A pair of hands gently cupping a mound of black soil, shaped like a heart.

Soil

The Importance of Soil

Healthy soil is essential for resilient landscapes

Soil plays a vital role in supporting plant growth, improving water retention, and enhancing overall landscape sustainability. Learn how soil health, its role in ecosystems, and key nutrients can transform your outdoor spaces.

Soil is more than just dirt, it’s a powerful force in sustaining plant life, supporting wildlife, and maintaining clean water systems. Healthy soil absorbs rainfall, reduces flooding, filters pollutants, and nourishes the organisms that enrich it.

Nature takes over 500 years to form just one inch of topsoil. Protecting this vital resource is crucial, and sustainable gardening practices can help preserve and improve soil for future generations.

Modern practices have degraded many soils, but by implementing sustainable techniques like reducing fertilizer use, improving soil structure, and adding organic matter, gardeners can rebuild soil health and enhance its benefits.

A pair of hands gently cupping a mound of black soil, shaped like a heart.

Soil Health Fundamentals

Why is soil health important?

Soil is critical to the success of sustainable gardens, and it provides important environmental benefits. Using sustainable gardening practices can help us restore the benefits that soils provide. Modern industrial society has left much of the Earth’s soil eroded, exhausted, and polluted. Many unsustainable gardening practices have unwittingly contributed to the problem. Fortunately, it’s not too late. The health of our soils can be restored and even enhanced through the implementation of sustainable gardening techniques. Nature can take more than 500 years to form just one inch of topsoil — even more reason to take care of this valuable resource!

Supporting a Strong Foundation

The role of soil in a sustainable garden

Soil is the foundation of a sustainable garden. It provides a variety of benefits that many people aren’t even aware of, including:

  • Rainfall absorption and flood mitigation
  • Removing pollutants and cleansing water
  • Storing water for plants, wildlife, and people
  • Providing habitat for organisms, such as microscopic bacteria and earthworms that transform wastes into nutrients for plants and animals
  • Storing atmospheric carbon
  • Sustaining plants, which provide food, fiber for clothing, timber, medicines, and many other goods
A person wearing white gardening gloves with yellow trim claps soil off their hands while kneeling next to a garden bed.
A cross-section of soil layers showing a dark, rich topsoil layer transitioning into lighter, compacted subsoil.

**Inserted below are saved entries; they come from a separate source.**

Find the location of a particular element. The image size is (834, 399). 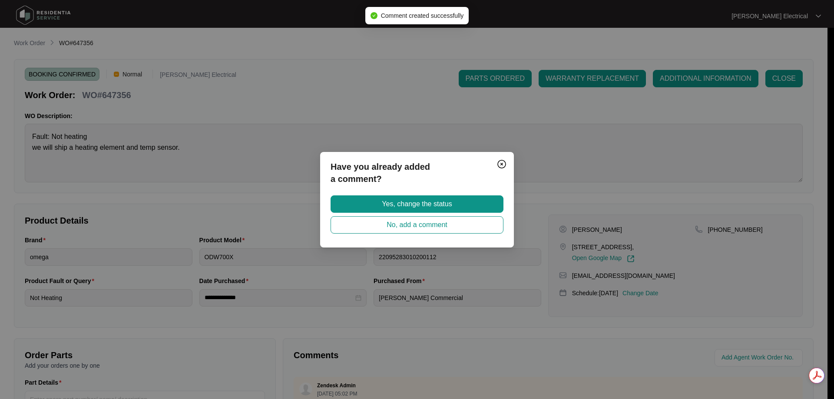

p: a comment? is located at coordinates (417, 179).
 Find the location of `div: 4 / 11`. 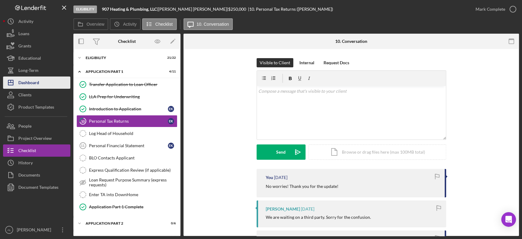

div: 4 / 11 is located at coordinates (170, 72).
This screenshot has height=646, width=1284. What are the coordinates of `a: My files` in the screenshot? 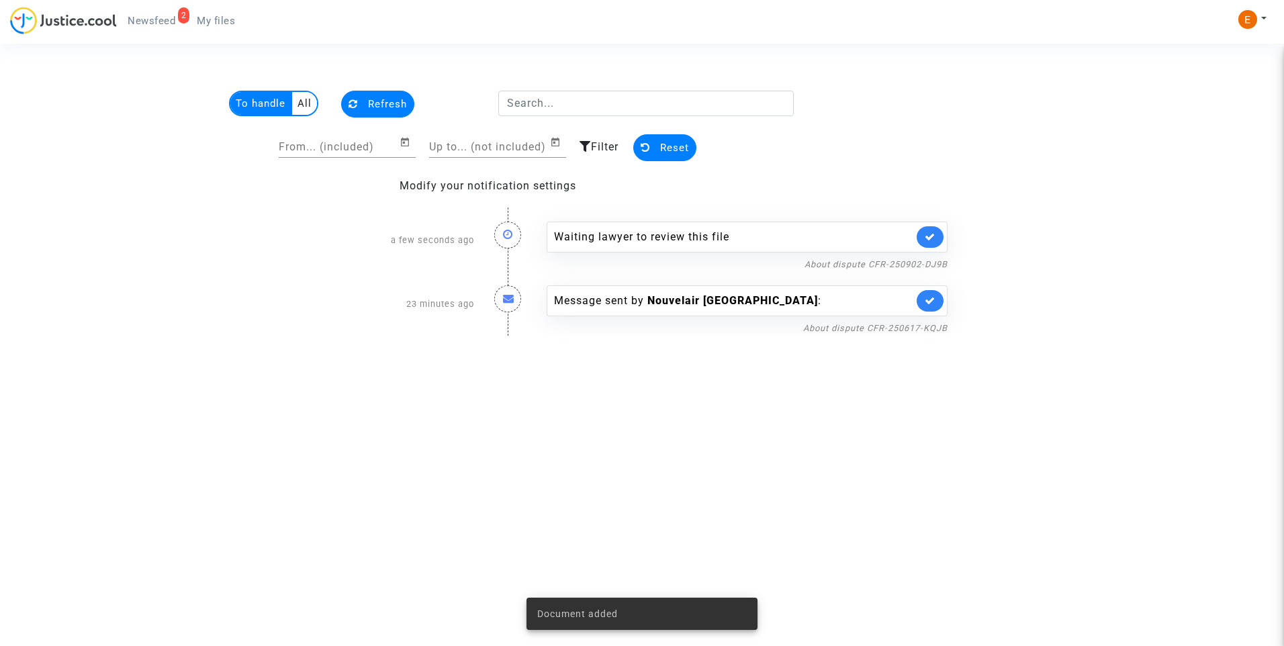 It's located at (216, 21).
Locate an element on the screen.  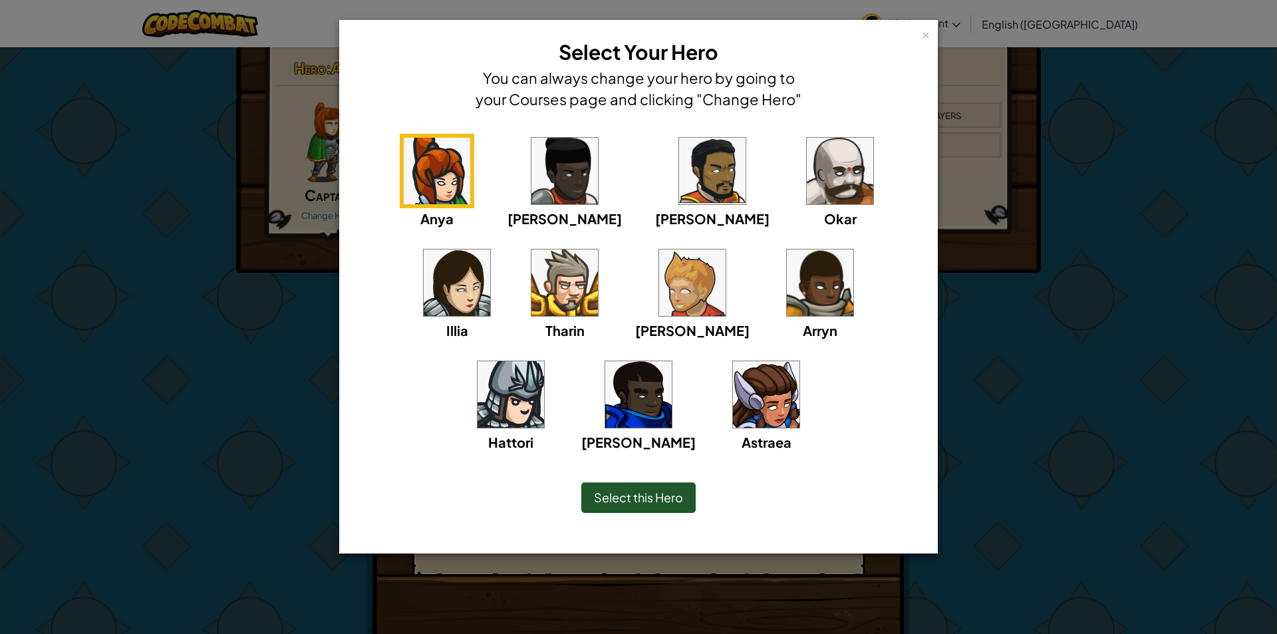
span: Hattori is located at coordinates (511, 442).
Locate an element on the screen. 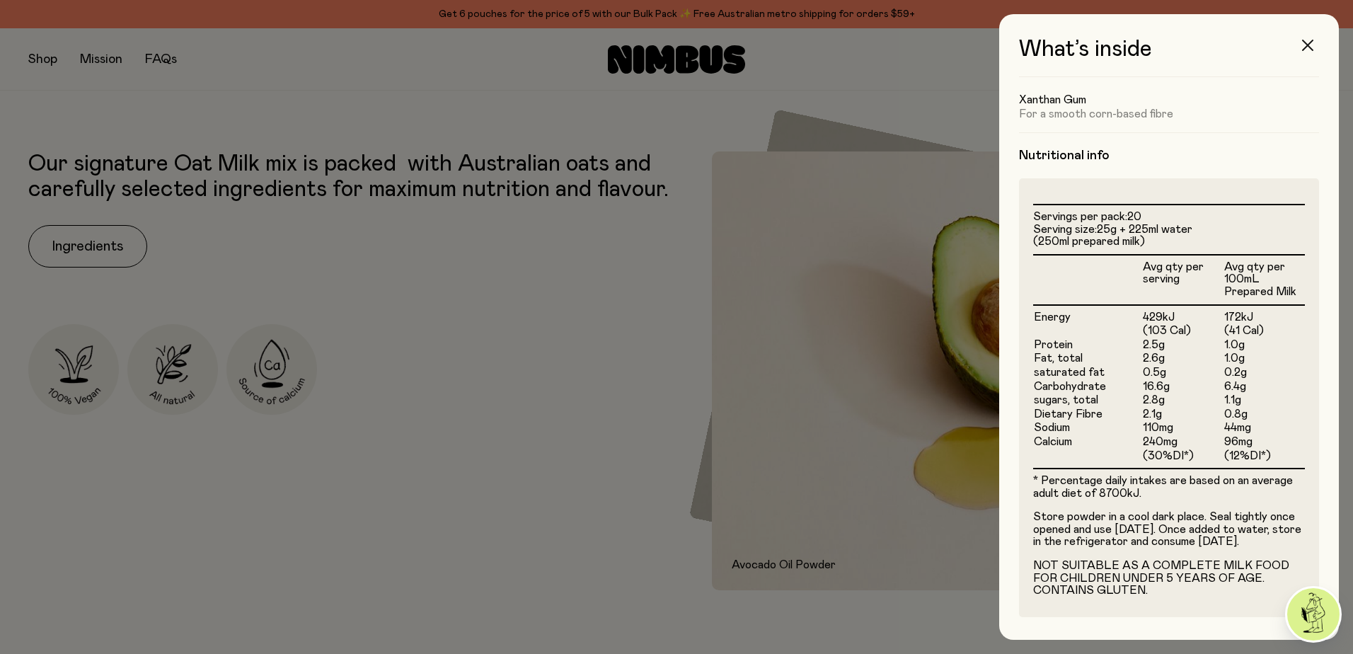 The width and height of the screenshot is (1353, 654). p: * Percentage daily intakes are based on an average adult diet of 8700kJ. is located at coordinates (1169, 487).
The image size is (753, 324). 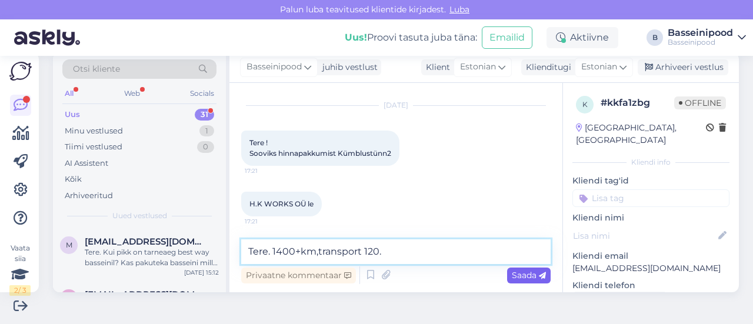 I want to click on span: Saada, so click(x=529, y=275).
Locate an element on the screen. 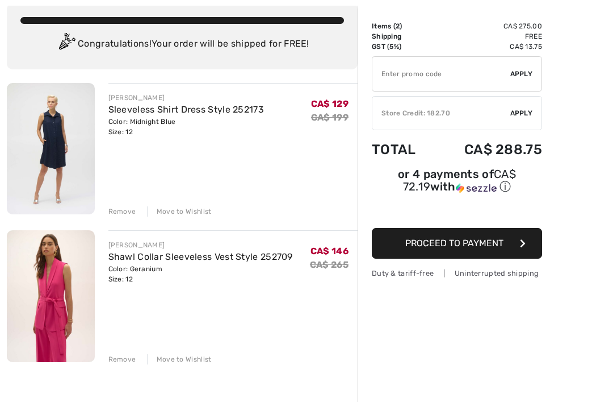  td: CA$ 13.75 is located at coordinates (488, 47).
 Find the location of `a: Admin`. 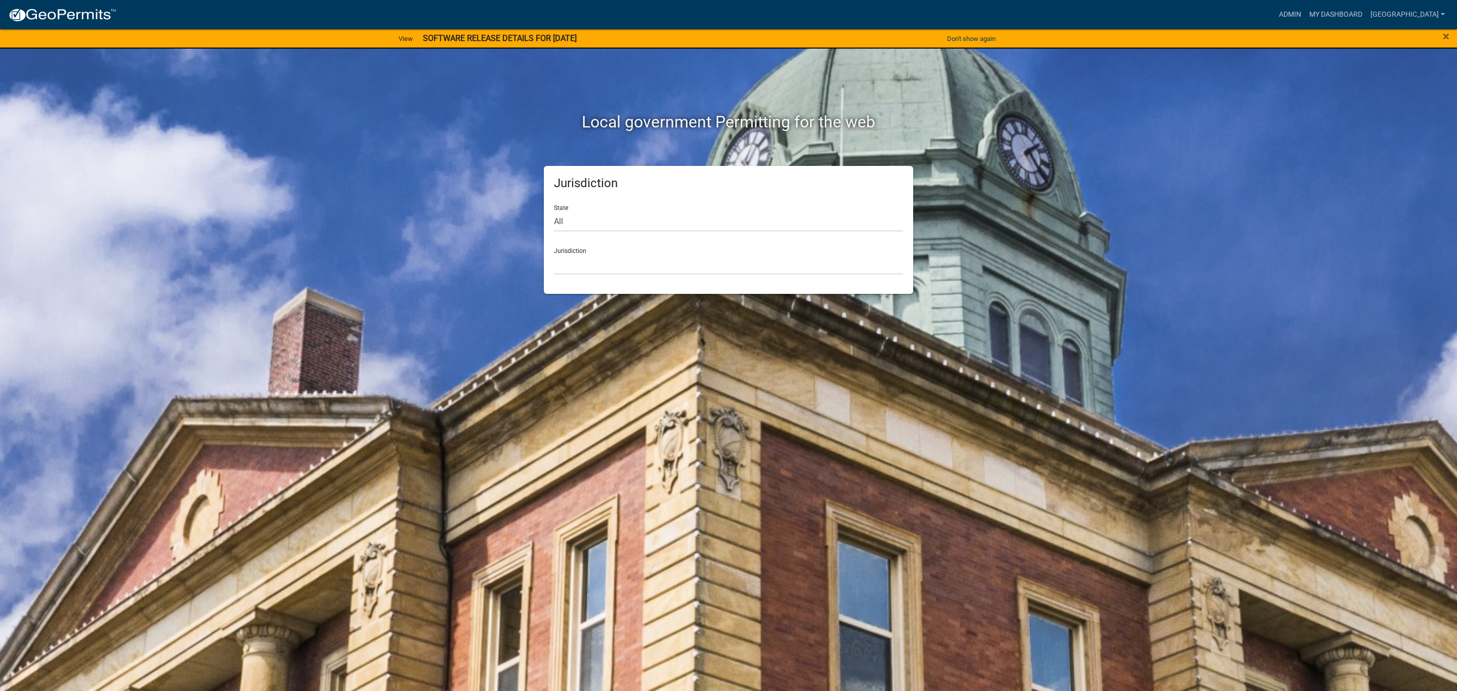

a: Admin is located at coordinates (1290, 15).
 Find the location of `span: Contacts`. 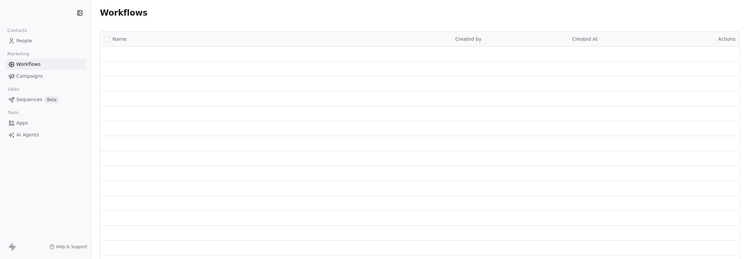

span: Contacts is located at coordinates (17, 31).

Exploring the Layers of Soil

What is soil?

Soil is a complex mixture of weathered rock and mineral particles, the living organisms of the soil food web, and the decaying remains of plants, animals, and microorganisms. Good garden topsoil is typically about 45 percent mineral particles, 25 percent air, 25 percent water and 5 percent organic matter.

Gardeners can determine the texture, structure, and pH of a given soil to properly identify its makeup and type. In doing so, exploring the characteristics of regional soils can provide helpful insights into creating more sustainably designed and maintained gardens.

Sustainable vs. unsustainable gardens

sustainable landscapeUNSustainable landscape
Soils are living ecosystems that provide the needed air and water flow to support plant growth and a healthy soil food web. Soils are often over-compacted, which restricts the infiltration of rainwater and inhibits plant growth.
Rainfall is absorbed and replenishes groundwater supplies. Earthworms and other organisms that make up the soil food web are greatly reduced or nonexistent due to restricted air and water movement in the soil.
Soils are protected by vegetation or mulch. Soils are exposed to sunlight, rain, and wind.
Plants are selected that can thrive in the existing soil.Soils require frequent amending to support healthy vegetation.
Organic matter from the landscape is used to support the soil food web and healthy vegetation. Organic matter, such as leaves or grass clippings, is removed from the soil and disposed of off-site.